Recently, I spoke with a Director of Product about new features her company is gearing up to release as enhancements to an existing product whose growth has slowed.
We discussed the current roadmap and the product backlog. I probed on a particular feature and asked what I thought were simple questions:
- How pervasive is the problem to customers, and to the market?
- What is the revenue opportunity (current customers; current market potential)?
Her response left me wondering if enough discovery had been done.
Clarify Why
When features are added to a product, there can be different desired outcomes. Many features are designed to generate revenue; others reduce expenses. Some features are developed to simplify a product’s use. Still others are created to address a legal issue – think about updates to HIPAA policy for products and services within the healthcare industry.
So, when simple questions fail to clarify the reason why time, money and resources are being spent, that’s a warning sign.
- Is there a problem that a customer (or the market) cares about?
- How significant is this problem?
- Does the size (or the impact) justify the effort?
Teams should look to solve the problems that reduce pain for customers. Clearly articulate the problem. Identify the size of the problem and the impact of a solution. Determine how to solve the problem, profitably.
The Reality-Check Questions
Once a feature gets put on a roadmap, the feature takes on a life of its own. Momentum is a powerful thing. Teams may start building a feature simply because it’s the next ticket in line, perhaps assuming that someone in the organization validated that a customer (or the market) wants or needs it.
In addition to the above, here are several other questions that should be considered:
- How is the customer solving this problem right now?
- How are non-customers addressing this same issue?
- Is what you’re proposing significantly better than the current solution?
Your Guardrail
“We can….but should we?” should be your guardrail.
Every feature added to a roadmap takes time and money away from the core business. If it doesn’t solve a real, verified market pain – and if internal teams aren’t totally aligned on it – it belongs in the archives.
To pressure-test your roadmap even further, ask two more things:
- What happens if we choose NOT to build this? (If the answer is ‘not much,’ cut it.)
- Is the customer actually willing to pay for this?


* [WHAT IS REQUIRED]:
Leaving the pictures aside, reproduce the data in full and word for word.

□ □ □ □ □

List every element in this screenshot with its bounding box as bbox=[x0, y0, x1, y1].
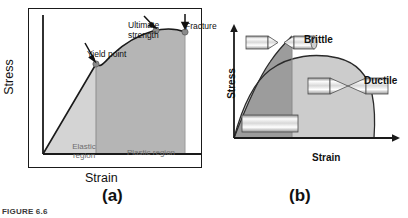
ductile-curve-label: Ductile bbox=[364, 75, 397, 86]
figure-caption: FIGURE 6.6 bbox=[2, 207, 48, 216]
panel-b-caption: (b) bbox=[289, 186, 311, 206]
panel-a-y-axis-title: Stress bbox=[2, 54, 16, 100]
figure-stage: Yield point Ultimate strength Fracture E… bbox=[0, 0, 408, 218]
yield-point-label: Yield point bbox=[87, 50, 126, 60]
panel-b-y-axis-title: Stress bbox=[226, 61, 237, 107]
brittle-curve-label: Brittle bbox=[304, 34, 333, 45]
panel-a-x-axis-title: Strain bbox=[85, 171, 118, 185]
y-axis-arrowhead bbox=[230, 24, 238, 32]
yield-point-marker bbox=[93, 61, 99, 67]
elastic-region-label: Elastic region bbox=[69, 142, 99, 160]
plastic-region-label: Plastic region bbox=[127, 148, 175, 157]
panel-b-plot bbox=[212, 8, 408, 168]
panel-a-plot bbox=[29, 9, 203, 169]
panel-a-stress-strain-chart: Yield point Ultimate strength Fracture E… bbox=[28, 8, 202, 168]
plastic-region-fill bbox=[96, 29, 185, 154]
x-axis-arrowhead bbox=[392, 134, 400, 142]
panel-a-caption: (a) bbox=[102, 186, 123, 206]
ultimate-strength-label: Ultimate strength bbox=[128, 21, 159, 40]
elastic-region-label-line1: Elastic bbox=[72, 142, 96, 151]
ultimate-strength-label-line1: Ultimate bbox=[128, 20, 159, 30]
undeformed-specimen-icon bbox=[242, 115, 298, 132]
ultimate-strength-label-line2: strength bbox=[128, 30, 159, 40]
panel-b-x-axis-title: Strain bbox=[312, 152, 340, 163]
panel-b-brittle-ductile-chart: Brittle Ductile Stress Strain bbox=[212, 8, 408, 168]
elastic-region-label-line2: region bbox=[73, 151, 95, 160]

□ □ □ □ □

* [EXERCISE RESPONSE]:
List every element in this screenshot with its bounding box as bbox=[x0, y0, x1, y1].
ductile-curve-label: Ductile bbox=[364, 75, 397, 86]
figure-caption: FIGURE 6.6 bbox=[2, 207, 48, 216]
panel-b-caption: (b) bbox=[289, 186, 311, 206]
panel-a-y-axis-title: Stress bbox=[2, 54, 16, 100]
figure-stage: Yield point Ultimate strength Fracture E… bbox=[0, 0, 408, 218]
yield-point-label: Yield point bbox=[87, 50, 126, 60]
panel-b-y-axis-title: Stress bbox=[226, 61, 237, 107]
brittle-curve-label: Brittle bbox=[304, 34, 333, 45]
panel-a-x-axis-title: Strain bbox=[85, 171, 118, 185]
y-axis-arrowhead bbox=[230, 24, 238, 32]
yield-point-marker bbox=[93, 61, 99, 67]
elastic-region-label: Elastic region bbox=[69, 142, 99, 160]
plastic-region-label: Plastic region bbox=[127, 148, 175, 157]
panel-b-plot bbox=[212, 8, 408, 168]
panel-a-plot bbox=[29, 9, 203, 169]
panel-a-stress-strain-chart: Yield point Ultimate strength Fracture E… bbox=[28, 8, 202, 168]
plastic-region-fill bbox=[96, 29, 185, 154]
x-axis-arrowhead bbox=[392, 134, 400, 142]
panel-a-caption: (a) bbox=[102, 186, 123, 206]
ultimate-strength-label: Ultimate strength bbox=[128, 21, 159, 40]
elastic-region-label-line1: Elastic bbox=[72, 142, 96, 151]
ultimate-strength-label-line1: Ultimate bbox=[128, 20, 159, 30]
undeformed-specimen-icon bbox=[242, 115, 298, 132]
ultimate-strength-label-line2: strength bbox=[128, 30, 159, 40]
panel-b-x-axis-title: Strain bbox=[312, 152, 340, 163]
panel-b-brittle-ductile-chart: Brittle Ductile Stress Strain bbox=[212, 8, 408, 168]
elastic-region-label-line2: region bbox=[73, 151, 95, 160]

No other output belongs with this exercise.